Clients generally don’t like the fixed income allocation, but with equities fully valued, “at some point they’ll be happy to have it,” Sullivan added.

Marilyn Dimitroff, principal at Planning Alternatives, follows a similar strategy. She said her firm has 25 months worth of withdrawals in a cash-distribution account, with about half in cash and the rest in high-quality short-term funds.

“We use a moving average [of the stock market] to replenish the cash fund,” Dimitroff said, adding they top off the cash bucket when the portfolio is above the moving average and sit tight when the market falls.

“We’re just making sure we’re not selling when the market is down,” she said.

Client expectations sometimes have to be reset in line with a fully valued stock market and low rates, the panelists said.

Another issue discussed on the panel was how to deal with unsustainable withdrawals by clients.
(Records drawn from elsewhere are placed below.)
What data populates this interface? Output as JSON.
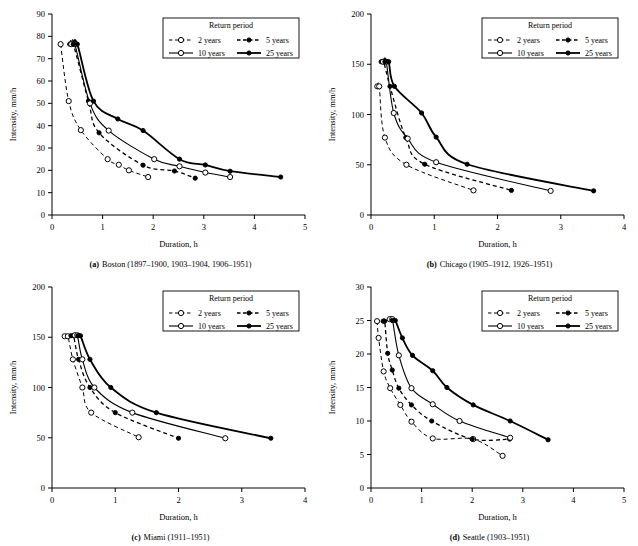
{
  "figure": {
    "panels": [
      "a",
      "b",
      "c",
      "d"
    ]
  },
  "legend": {
    "title": "Return period",
    "entries": [
      {
        "label": "2 years",
        "style": "dashed",
        "marker": "open",
        "width": 1.0
      },
      {
        "label": "5 years",
        "style": "dashed",
        "marker": "filled",
        "width": 1.3
      },
      {
        "label": "10 years",
        "style": "solid",
        "marker": "open",
        "width": 1.1
      },
      {
        "label": "25 years",
        "style": "solid",
        "marker": "filled",
        "width": 1.8
      }
    ]
  },
  "chart_data": [
    {
      "id": "a",
      "type": "line",
      "title": "Boston (1897–1900, 1903–1904, 1906–1951)",
      "caption_prefix": "(a)",
      "caption_text": "Boston (1897–1900, 1903–1904, 1906–1951)",
      "xlabel": "Duration, h",
      "ylabel": "Intensity, mm/h",
      "xlim": [
        0,
        5
      ],
      "ylim": [
        0,
        90
      ],
      "xticks": [
        0,
        1,
        2,
        3,
        4,
        5
      ],
      "yticks": [
        0,
        10,
        20,
        30,
        40,
        50,
        60,
        70,
        80,
        90
      ],
      "grid": false,
      "legend_position": "top-right",
      "series": [
        {
          "name": "2 years",
          "x": [
            0.17,
            0.33,
            0.57,
            1.1,
            1.32,
            1.52,
            1.9
          ],
          "y": [
            76.5,
            51.0,
            38.0,
            25.0,
            22.5,
            20.0,
            17.0
          ]
        },
        {
          "name": "5 years",
          "x": [
            0.35,
            0.42,
            0.72,
            0.93,
            1.8,
            2.42,
            2.83
          ],
          "y": [
            76.5,
            76.5,
            51.0,
            36.8,
            22.3,
            19.7,
            16.5
          ]
        },
        {
          "name": "10 years",
          "x": [
            0.38,
            0.45,
            0.75,
            1.12,
            2.02,
            2.52,
            3.03,
            3.52
          ],
          "y": [
            76.5,
            76.5,
            50.0,
            37.8,
            25.0,
            21.8,
            19.0,
            17.0
          ]
        },
        {
          "name": "25 years",
          "x": [
            0.42,
            0.5,
            0.82,
            1.3,
            1.8,
            2.52,
            3.03,
            3.52,
            4.52
          ],
          "y": [
            76.5,
            76.5,
            51.0,
            43.0,
            37.8,
            25.0,
            22.4,
            19.6,
            17.0
          ]
        }
      ]
    },
    {
      "id": "b",
      "type": "line",
      "title": "Chicago (1905–1912, 1926–1951)",
      "caption_prefix": "(b)",
      "caption_text": "Chicago (1905–1912, 1926–1951)",
      "xlabel": "Duration, h",
      "ylabel": "Intensity, mm/h",
      "xlim": [
        0,
        4
      ],
      "ylim": [
        0,
        200
      ],
      "xticks": [
        0,
        1,
        2,
        3,
        4
      ],
      "yticks": [
        0,
        50,
        100,
        150,
        200
      ],
      "grid": false,
      "legend_position": "top-right",
      "legend_has_sep_line": true,
      "series": [
        {
          "name": "2 years",
          "x": [
            0.1,
            0.13,
            0.22,
            0.56,
            1.62
          ],
          "y": [
            128.0,
            128.0,
            77.0,
            50.0,
            24.5
          ]
        },
        {
          "name": "5 years",
          "x": [
            0.16,
            0.2,
            0.3,
            0.55,
            0.85,
            2.22
          ],
          "y": [
            152.5,
            152.5,
            128.0,
            77.0,
            50.5,
            24.5
          ]
        },
        {
          "name": "10 years",
          "x": [
            0.19,
            0.24,
            0.36,
            0.58,
            1.03,
            2.84
          ],
          "y": [
            152.5,
            152.5,
            101.5,
            76.0,
            52.5,
            24.0
          ]
        },
        {
          "name": "25 years",
          "x": [
            0.22,
            0.28,
            0.37,
            0.8,
            1.03,
            1.52,
            3.52
          ],
          "y": [
            152.5,
            152.5,
            128.0,
            101.5,
            77.5,
            50.5,
            24.0
          ]
        }
      ]
    },
    {
      "id": "c",
      "type": "line",
      "title": "Miami (1911–1951)",
      "caption_prefix": "(c)",
      "caption_text": "Miami (1911–1951)",
      "xlabel": "Duration, h",
      "ylabel": "Intensity, mm/h",
      "xlim": [
        0,
        4
      ],
      "ylim": [
        0,
        200
      ],
      "xticks": [
        0,
        1,
        2,
        3,
        4
      ],
      "yticks": [
        0,
        50,
        100,
        150,
        200
      ],
      "grid": false,
      "legend_position": "top-right",
      "series": [
        {
          "name": "2 years",
          "x": [
            0.2,
            0.25,
            0.33,
            0.48,
            0.62,
            1.37
          ],
          "y": [
            151.0,
            151.0,
            128.0,
            100.0,
            75.0,
            50.5
          ]
        },
        {
          "name": "5 years",
          "x": [
            0.3,
            0.34,
            0.42,
            0.6,
            1.0,
            2.0
          ],
          "y": [
            151.5,
            151.5,
            128.0,
            100.0,
            75.0,
            49.5
          ]
        },
        {
          "name": "10 years",
          "x": [
            0.36,
            0.4,
            0.48,
            0.67,
            1.27,
            2.74
          ],
          "y": [
            152.0,
            152.0,
            128.0,
            100.0,
            75.0,
            49.5
          ]
        },
        {
          "name": "25 years",
          "x": [
            0.41,
            0.45,
            0.6,
            0.93,
            1.65,
            3.46
          ],
          "y": [
            151.5,
            151.5,
            128.0,
            100.0,
            75.0,
            49.5
          ]
        }
      ]
    },
    {
      "id": "d",
      "type": "line",
      "title": "Seattle (1903–1951)",
      "caption_prefix": "(d)",
      "caption_text": "Seattle (1903–1951)",
      "xlabel": "Duration, h",
      "ylabel": "Intensity, mm/h",
      "xlim": [
        0,
        5
      ],
      "ylim": [
        0,
        30
      ],
      "xticks": [
        0,
        1,
        2,
        3,
        4,
        5
      ],
      "yticks": [
        0,
        5,
        10,
        15,
        20,
        25,
        30
      ],
      "grid": false,
      "legend_position": "top-right",
      "series": [
        {
          "name": "2 years",
          "x": [
            0.12,
            0.15,
            0.25,
            0.38,
            0.58,
            0.8,
            1.22,
            2.02,
            2.6
          ],
          "y": [
            24.9,
            22.4,
            17.4,
            14.9,
            12.4,
            9.9,
            7.4,
            7.3,
            4.8
          ]
        },
        {
          "name": "5 years",
          "x": [
            0.24,
            0.27,
            0.33,
            0.42,
            0.55,
            0.8,
            1.2,
            2.0,
            2.74
          ],
          "y": [
            24.9,
            24.9,
            20.1,
            17.6,
            14.9,
            12.4,
            10.0,
            7.3,
            7.3
          ]
        },
        {
          "name": "10 years",
          "x": [
            0.37,
            0.42,
            0.55,
            0.8,
            1.22,
            1.75,
            2.75
          ],
          "y": [
            25.2,
            25.2,
            19.8,
            14.9,
            12.5,
            10.0,
            7.5
          ]
        },
        {
          "name": "25 years",
          "x": [
            0.42,
            0.48,
            0.62,
            0.82,
            1.22,
            1.5,
            2.02,
            2.75,
            3.5
          ],
          "y": [
            25.0,
            25.0,
            22.4,
            19.8,
            17.5,
            15.0,
            12.4,
            10.0,
            7.2
          ]
        }
      ]
    }
  ]
}
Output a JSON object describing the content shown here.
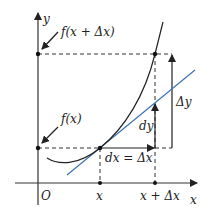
{
  "diagram": {
    "axes": {
      "x_label": "x",
      "y_label": "y",
      "origin_label": "O"
    },
    "x_ticks": [
      {
        "label": "x"
      },
      {
        "label": "x + Δx"
      }
    ],
    "y_annotations": [
      {
        "label": "f(x + Δx)"
      },
      {
        "label": "f(x)"
      }
    ],
    "segment_labels": {
      "dx": "dx = Δx",
      "dy": "dy",
      "delta_y": "Δy"
    },
    "colors": {
      "curve": "#222222",
      "tangent": "#3a6fb0",
      "axes": "#333333",
      "dashed": "#333333"
    }
  }
}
Sullivan said some investors think they’re richer than they really are, while Dimitroff noted that more than a few clients are caught up with supporting their adult children.
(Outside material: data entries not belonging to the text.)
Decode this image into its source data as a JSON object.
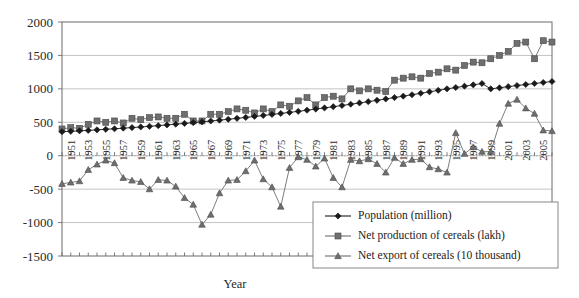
{
  "chart_data": {
    "type": "line",
    "title": "",
    "xlabel": "Year",
    "ylabel": "",
    "ylim": [
      -1500,
      2000
    ],
    "ytick_values": [
      2000,
      1500,
      1000,
      500,
      0,
      -500,
      -1000,
      -1500
    ],
    "ytick_labels": [
      "2000",
      "1500",
      "1000",
      "500",
      "0",
      "-500",
      "-1000",
      "-1500"
    ],
    "grid": "horizontal",
    "legend_position": "bottom-right",
    "x": [
      1950,
      1951,
      1952,
      1953,
      1954,
      1955,
      1956,
      1957,
      1958,
      1959,
      1960,
      1961,
      1962,
      1963,
      1964,
      1965,
      1966,
      1967,
      1968,
      1969,
      1970,
      1971,
      1972,
      1973,
      1974,
      1975,
      1976,
      1977,
      1978,
      1979,
      1980,
      1981,
      1982,
      1983,
      1984,
      1985,
      1986,
      1987,
      1988,
      1989,
      1990,
      1991,
      1992,
      1993,
      1994,
      1995,
      1996,
      1997,
      1998,
      1999,
      2000,
      2001,
      2002,
      2003,
      2004,
      2005,
      2006
    ],
    "xtick_labels": [
      "1951",
      "1953",
      "1955",
      "1957",
      "1959",
      "1961",
      "1963",
      "1965",
      "1967",
      "1969",
      "1971",
      "1973",
      "1975",
      "1977",
      "1979",
      "1981",
      "1983",
      "1985",
      "1987",
      "1989",
      "1991",
      "1993",
      "1995",
      "1997",
      "1999",
      "2001",
      "2003",
      "2005"
    ],
    "xtick_values": [
      1951,
      1953,
      1955,
      1957,
      1959,
      1961,
      1963,
      1965,
      1967,
      1969,
      1971,
      1973,
      1975,
      1977,
      1979,
      1981,
      1983,
      1985,
      1987,
      1989,
      1991,
      1993,
      1995,
      1997,
      1999,
      2001,
      2003,
      2005
    ],
    "series": [
      {
        "name": "Population (million)",
        "marker": "diamond",
        "color": "#1a1a1a",
        "values": [
          359,
          365,
          372,
          379,
          387,
          395,
          403,
          412,
          421,
          430,
          440,
          450,
          461,
          472,
          483,
          495,
          507,
          519,
          532,
          545,
          559,
          573,
          587,
          602,
          617,
          632,
          648,
          664,
          681,
          698,
          715,
          733,
          751,
          770,
          789,
          809,
          829,
          849,
          870,
          891,
          912,
          934,
          956,
          978,
          1000,
          1020,
          1040,
          1060,
          1080,
          1000,
          1016,
          1033,
          1050,
          1065,
          1080,
          1095,
          1110
        ]
      },
      {
        "name": "Net production of cereals (lakh)",
        "marker": "square",
        "color": "#6e6e6e",
        "values": [
          400,
          420,
          410,
          470,
          520,
          500,
          520,
          490,
          560,
          540,
          570,
          580,
          560,
          560,
          620,
          520,
          520,
          620,
          620,
          660,
          700,
          680,
          640,
          700,
          660,
          760,
          740,
          820,
          870,
          760,
          870,
          890,
          850,
          1000,
          970,
          1000,
          980,
          960,
          1130,
          1160,
          1180,
          1160,
          1230,
          1250,
          1300,
          1280,
          1350,
          1400,
          1390,
          1450,
          1500,
          1560,
          1680,
          1700,
          1450,
          1720,
          1700
        ]
      },
      {
        "name": "Net export of cereals (10 thousand)",
        "marker": "triangle",
        "color": "#6e6e6e",
        "values": [
          -420,
          -400,
          -380,
          -210,
          -130,
          -70,
          -110,
          -330,
          -370,
          -390,
          -500,
          -360,
          -370,
          -460,
          -630,
          -730,
          -1030,
          -880,
          -560,
          -370,
          -360,
          -230,
          -70,
          -350,
          -470,
          -760,
          -180,
          -20,
          -60,
          -160,
          -40,
          -330,
          -470,
          -60,
          -80,
          -50,
          -120,
          -250,
          -30,
          -120,
          -60,
          -50,
          -170,
          -200,
          -250,
          340,
          30,
          130,
          60,
          60,
          480,
          780,
          840,
          710,
          630,
          380,
          370
        ]
      }
    ]
  },
  "legend": {
    "items": [
      {
        "label": "Population (million)",
        "marker": "diamond",
        "color": "#1a1a1a"
      },
      {
        "label": "Net production of cereals (lakh)",
        "marker": "square",
        "color": "#6e6e6e"
      },
      {
        "label": "Net export of cereals (10 thousand)",
        "marker": "triangle",
        "color": "#6e6e6e"
      }
    ]
  },
  "axes": {
    "x_title": "Year"
  }
}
Regarding the latter problem, she said it helps to show clients that if they run out of money they’re going to be dependent on those very same children they now support. And that generally helps snap them to attention and be more responsible.

“I tell them, ‘I’ll be the bad guy. Tell [the kids] your financial advisor told you that you can’t afford to support them anymore,’” Dimitroff said.

Sullivan said he shows spendthrift clients—no matter how much money they have—that they can actually run out of money if they’re not careful. Specifically, he runs what-if scenarios on his computer to show how their assets can be depleted.

“When you show their wealth deteriorating over 10 years, that wakes them up,” Sullivan said.